Horror video games are experiencing a surge in popularity, with titles like Resident Evil Requiem, Mouthwashing, and upcoming releases such as Silent Hill: Townfall offering rich material to decode society's problems. At a recent horror and gaming conference at Falmouth University, academics explored how these games address global anxieties, helplessness, and workplace dangers.
Academic Insights into Horror Games
The conference featured talks on zombies and posthumanism, the gothic in games, and the role of monstrous little girls in survival horror. Subjects like masculine fragility, disability, and ageing were discussed. Will Doyle, creative director at Supermassive Games, gave a keynote on creating horror using revulsion, spatial alienation, and apophenia. Attendees learned about theorists such as Julia Kristeva and Mark Fisher, and technical similarities between indie horror games and film noir, such as using darkness to hide budget restrictions.
Exploring Helplessness and Control
Poppy Wilde, senior lecturer in media and communication at Birmingham City University, spoke about agency in horror games. "Agency is a big theoretical concept... horror video games often explicitly play with that idea of control and lack of control as being horrifying," she said. Games like Routine and The Complex: Expedition constantly question the player's role and ability to effect change.
Workplace Horror Themes
Ewan Kirkland, senior lecturer in critical studies at the University for the Creative Arts, noted that career instability is a popular subject. "The idea that the company you're working for is not doing its best for you is a theme in a number of contemporary horror games," he said, citing Lethal Company, Five Nights at Freddy's, and Mouthwashing. "Clearly video games are engaging with some quite weighty political issues."
Importance of Academic Study
Academic work on horror games is crucial for valuing games as a cultural medium and passing on ideas to new developers about how games work as cultural, aesthetic, and sociopolitical texts. The conference also touched on links between tentacle porn and Baldur's Gate 3, and Anthony Vidler's theories of the "architectural uncanny" in relation to Raccoon City.
Horror as a Life Skill
Horror is a thriving genre because it is a radical means of disassembling society's problems and terrors. As the article states, "We need to know what lurks in the cellar; we need to understand what the zombie wants and what it represents." No work of apocalyptic horror fiction was ever about a far distant future—it was always about now.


Read through the material below and copy each line in which the word "Image" occurs.

________________

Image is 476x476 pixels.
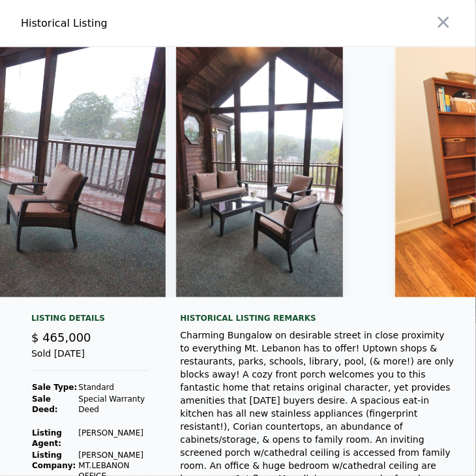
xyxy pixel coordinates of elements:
[31,347,149,371] div: Sold [DATE]
[31,313,149,328] div: Listing Details
[32,428,62,448] strong: Listing Agent:
[78,393,149,415] td: Special Warranty Deed
[180,313,455,323] div: Historical Listing remarks
[31,331,91,344] span: $ 465,000
[78,381,149,393] td: Standard
[21,16,233,31] div: Historical Listing
[32,382,77,392] strong: Sale Type:
[32,451,76,470] strong: Listing Company:
[78,427,149,449] td: [PERSON_NAME]
[32,394,58,414] strong: Sale Deed:
[176,47,343,297] img: Property Img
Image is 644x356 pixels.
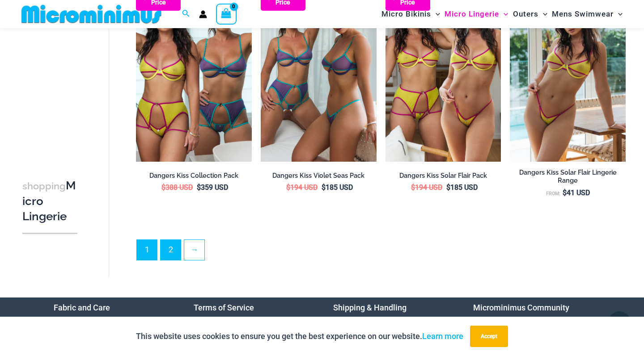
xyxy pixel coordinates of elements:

________________

• Completed exercise:
Image is 476x476 pixels.
Image is 644x356 pixels.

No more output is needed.